We’re All Girls

By Mia Ogle

The past couple of years have kindled a newfound interest in Lena Dunham’s 2012 HBO TV show Girls. TikTok and Instagram have been teeming with clips and edits of Hannah Horvath and her controversial band of friends (there’s even a Girls Rewatch Podcast that has been climbing through the ranks since its debut in 2023). Girls comes on the heels of plenty of revolutionary TV shows about 20-somethings living in New York City. Probably the most notable is Sex and The City, which presents a glossy version of life in NYC. Carrie and her friends have problems, certainly, but they cry about gorgeous men in designer shoes and never fail to debrief over a sexy cocktail. Everybody wants to be Carrie, Samantha, Charlotte, or Miranda. Or at least they wanted to — until now.

2024 gave rise to Brat Summer, a hedonistic bender spearheaded by Charli xcx’s most recent album. On Brat, Charli sings about various decidedly unsexy topics — from jealousy to contemplating suicide — over the upbeat pound of hyper-pop. She is vulnerable about the torments of life, transforming them into something gritty and real yet ultimately emboldened and triumphant. Brat’s success speaks to a culture that not only tolerates the less glamorous parts of life but encourages them. And this cultural embrace of messiness has opened the door for the perfectly and painfully real Girls.

This phenomenon is best illustrated by season one episode three of Girls, “All Adventurous Women Do,” in which Hannah learns that she has HPV. Hannah assumes that her college boyfriend Elijah is the culprit, so they meet up at a bar where Elijah reveals that he is gay. Hannah is shocked and begins to cry, which she describes as “an inappropriate physical reaction to my total joy for you and your self-discovery.” But any joy for Elijah’s so-called self-discovery quickly devolves into a catty argument in which Hannah proclaims “I was supposed to know that you were gay? Because this fruity little voice that you’ve put on is a new thing.”

Girls’ Hannah and Elijah

The end of the episode features Hannah tweeting “all adventurous women do,” a reference to her friend Jessa’s claim that “all adventurous women” have HPV. As she hits post, Robyn’s “Dancing On My Own” begins to play. And when her roommate Marnie comes home, she finds Hannah having a full-blown solo dance party. Still dancing, Hannah tells Marnie that Elijah is gay, to which Marnie responds “That is funny.” “Funny is one word for it, I was going to go with fucked or sad,” Hannah says, and Marnie laughs before joining in the dancing. The final shot is Hannah and Marnie hugging as the screen cuts to black.

Both Marnie and Hannah are right — it’s funny, fucked, and sad all at the same time. It’s hilarious that Hannah’s HPV diagnosis morphed into a discovery about her ex-boyfriend’s sexuality, and it’s fucked that some of her most formative years were not what they seemed. Hannah’s response is true to the painful realism of the show — we’d all want to be unconditionally supportive, but who wouldn’t feel at least a tinge of sadness and resentment And in the end, Hannah’s tweet/dance party turns her messy life into a celebration of living to the max, complete with a cathartic moment of female friendship.

Girls isn’t delusional — it is well aware that HPV and a gay ex-boyfriend aren’t exactly the pinnacles of young adulthood. But it lays them out truthfully, with all the joy and pain involved, and still encourages us to dive in. Nobody wants to be Hannah, Marnie, Jessa, or Shoshanna, but we all kind of are. And Girls celebrates that.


**What the task requires**.
Set down each line from the line holding "At what (x,y)" to the last line of the entries below, exactly, with both ends included and without pictures.

**Data supplied**.
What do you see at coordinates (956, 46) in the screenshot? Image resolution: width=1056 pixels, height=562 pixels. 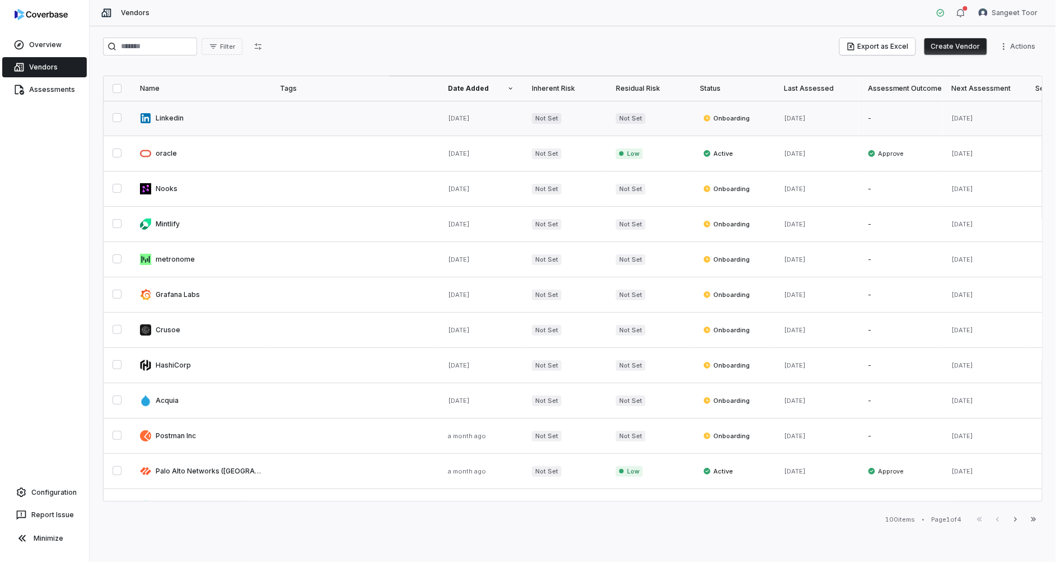 I see `button: Create Vendor` at bounding box center [956, 46].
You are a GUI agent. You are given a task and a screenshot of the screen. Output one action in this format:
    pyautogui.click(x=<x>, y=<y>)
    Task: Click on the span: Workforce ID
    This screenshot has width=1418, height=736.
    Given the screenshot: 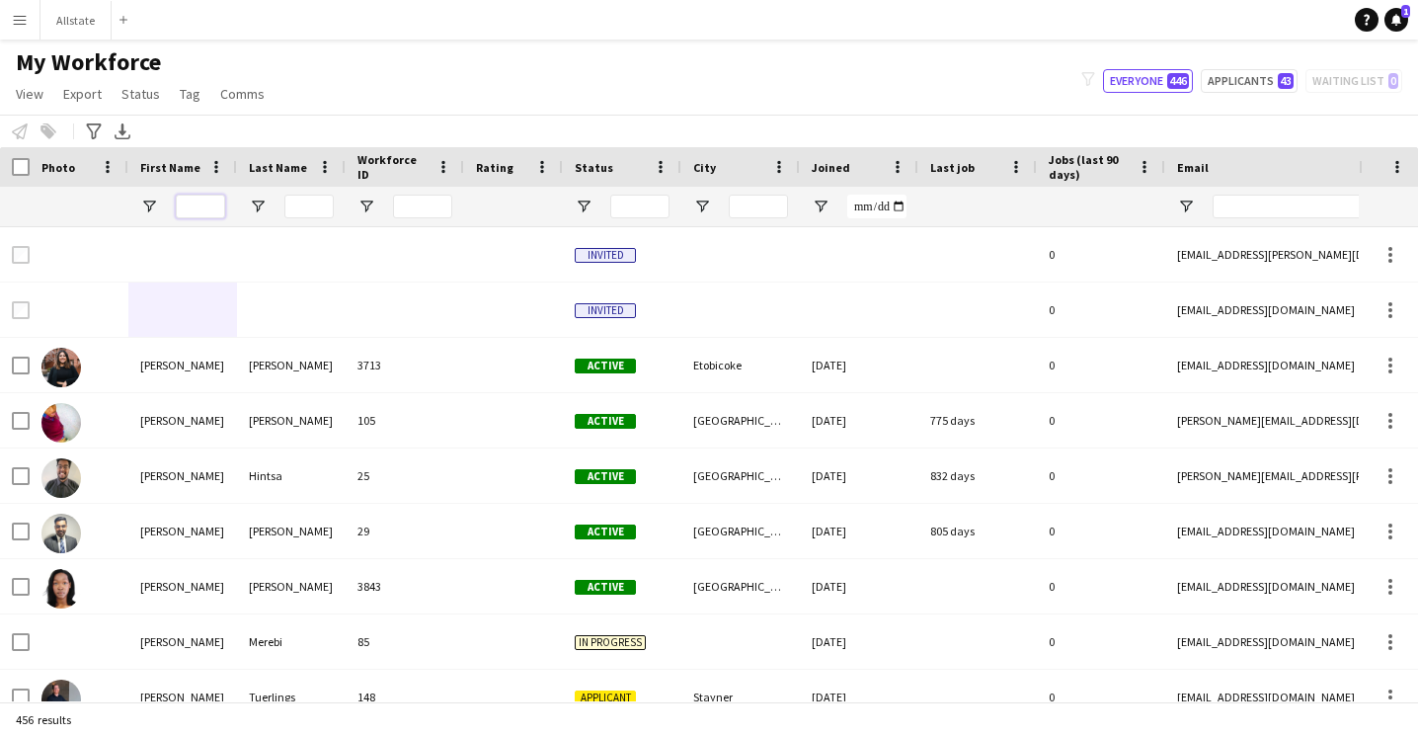 What is the action you would take?
    pyautogui.click(x=393, y=167)
    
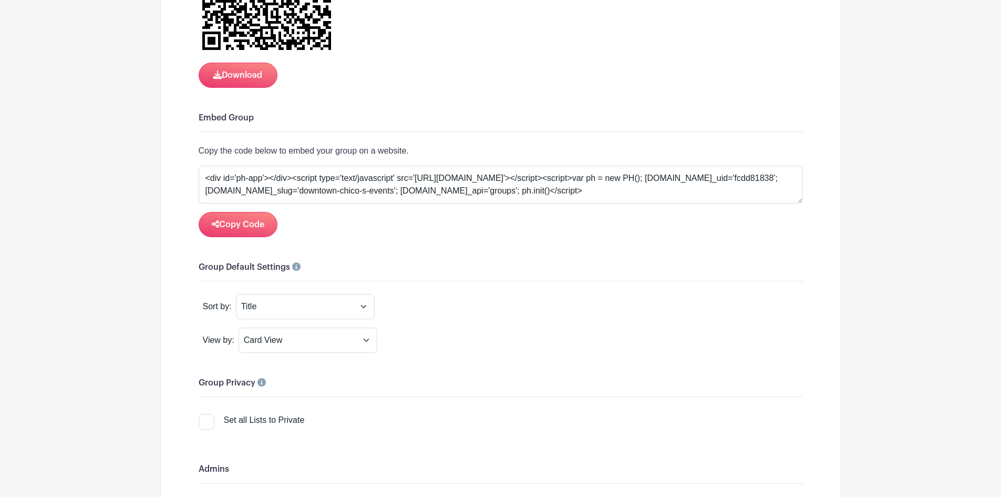 The image size is (1001, 497). I want to click on h6: Group Privacy, so click(501, 383).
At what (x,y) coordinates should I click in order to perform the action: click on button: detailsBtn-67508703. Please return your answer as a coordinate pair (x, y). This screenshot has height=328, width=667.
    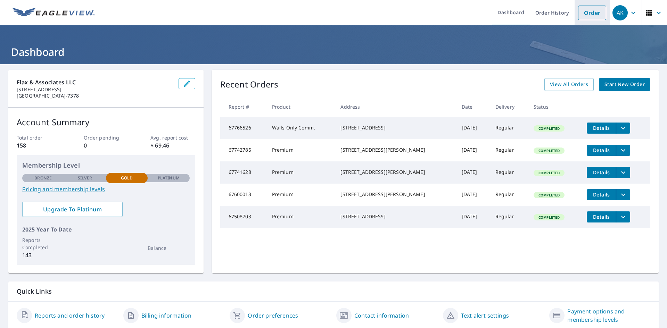
    Looking at the image, I should click on (601, 217).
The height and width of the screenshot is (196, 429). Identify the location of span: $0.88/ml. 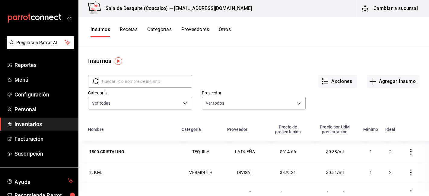
(335, 152).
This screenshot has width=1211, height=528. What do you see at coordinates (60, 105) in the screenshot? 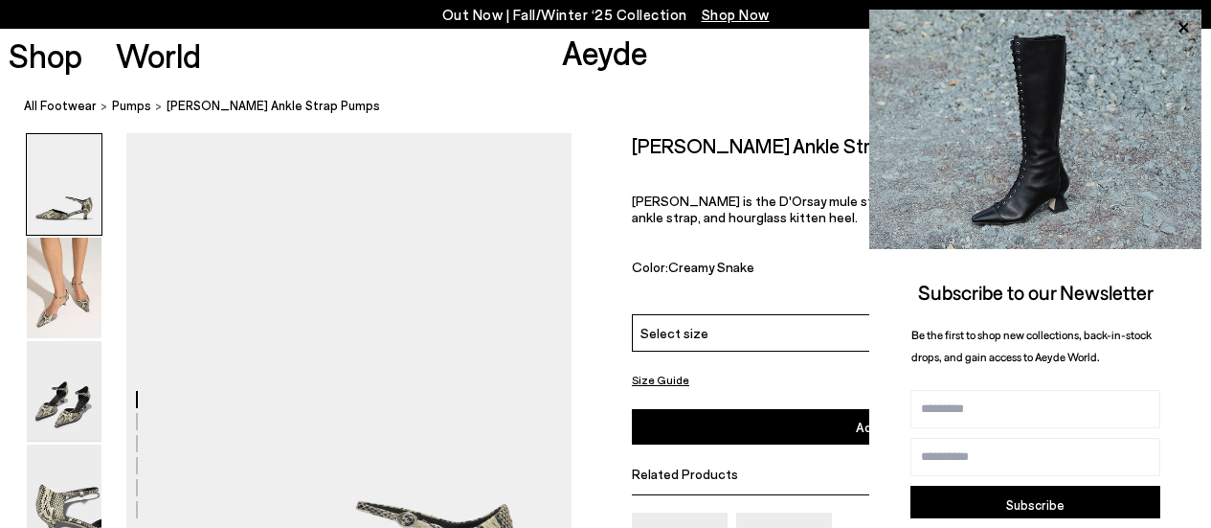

**Output for this exercise**.
At what (x,y) coordinates should I click in order to perform the action: click on button: detailsBtn-67508703. Please return your answer as a coordinate pair (x, y). This screenshot has height=328, width=667.
    Looking at the image, I should click on (601, 217).
The height and width of the screenshot is (196, 429). Identify the location of span: $0.88/ml. 
(335, 152).
This screenshot has width=1211, height=528. What do you see at coordinates (60, 105) in the screenshot? 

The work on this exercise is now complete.